100% Pure silk fabric hand painted with a traditional method.
Made in Bursa, Turkey.
An classy and elegant accessory item.
A perfect gift.
Size: 150cm x 30cm
The Turkish Art Of Marbling (Ebru):
Marbling is the art of creating colorful patterns by sprinkling and brushing color pigments on a pan of oily water and then transforming this pattern to paper. The special tools of the trade are brushes of horsehair bound to straight rose twigs, a deep tray made of unknotted pinewood, natural earth pigments, cattle gall and tragacanth. It is believed to be invented in the thirteenth century Turkistan. This decorative art then spread to China, India and Persia and Anatolia. Seljuk and Ottoman calligraphers and artists used marbling to decorate books, imperial decrees, official correspondence and documents. New forms and techniques were perfected in the process and Turkey remained the center of marbling for many centuries. Up until the 1920’s, marblers had workshops in the Beyazit district of Istanbul, creating for both the local and European market, where it is known as Turkish marble paper
About History of Silk Trade in Bursa, Turkey:
Nestled against the slopes of Mount Uludag (the ancient Mount Olympus) in Western Anatolia, Bursa emerged as an important town in Classical Antiquity. Of major significance for the city’s future was the inauguration of the silk industry in Byzantium under Emperor Justinian, as a result of which Bursa would eventually become a centre of silk production and trade.
Ottoman silk textiles are among the most elegant textiles produced in the Islamic world. They are characterized by large-scale stylized motifs often highlighted by shimmering metallic threads. Executed in a range of woven techniques including satin and velvet, these silks were produced for use both within the Ottoman empire and for export to Europe and the Middle East, where they were considered among the most prized luxury objects.

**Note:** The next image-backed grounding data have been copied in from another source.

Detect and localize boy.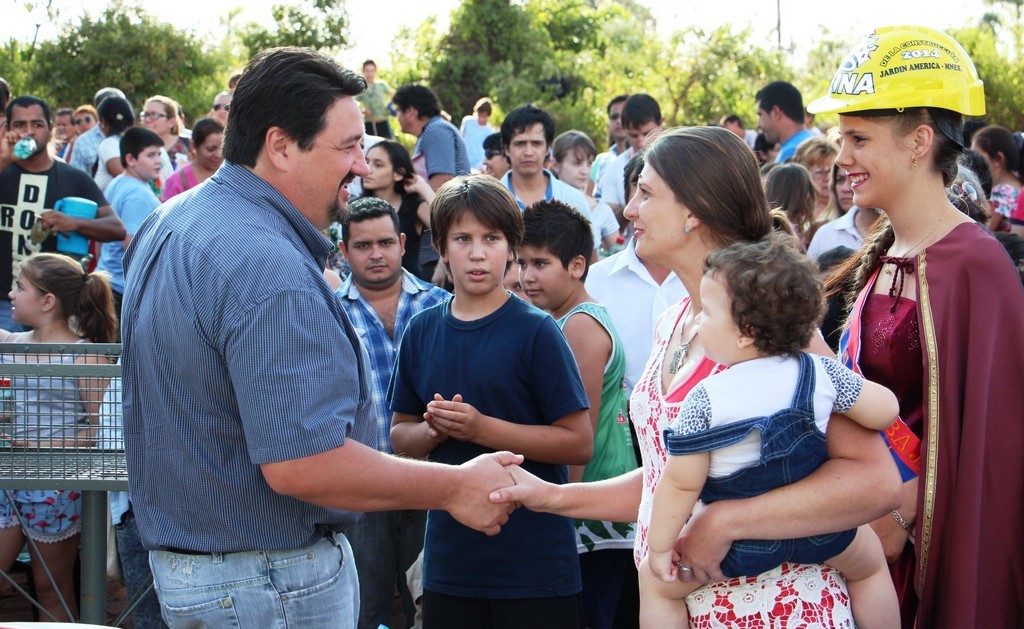
Localized at box(517, 198, 636, 628).
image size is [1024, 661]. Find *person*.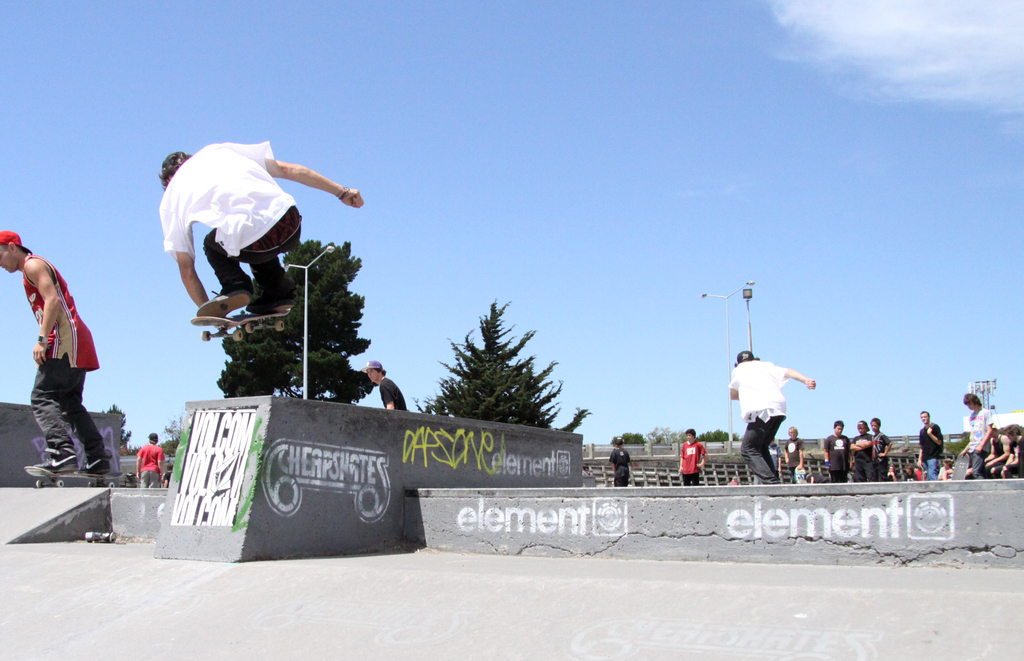
locate(826, 420, 849, 474).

Bursa was the first capital of the Ottoman state (1326–65) and already an important entrepôt on the Eurasian trade route, allowing the Ottomans to function as middlemen in the trade of raw silk. Cocoons or undyed silk thread produced in Safavid Iran’s northern provinces of Gilan and Mazandaran passed through these territories; they were weighed on government-controlled scales and a further tax was levied on materials purchased by European merchants (who were mostly Italian). A decline in the export of Iranian raw silk in the mid-sixteenth century due to political strife instigated the beginnings of domestic sericulture in the Ottoman state, and from that point onward there was a larger variety of the quality of silk and fiercer competition for the European market.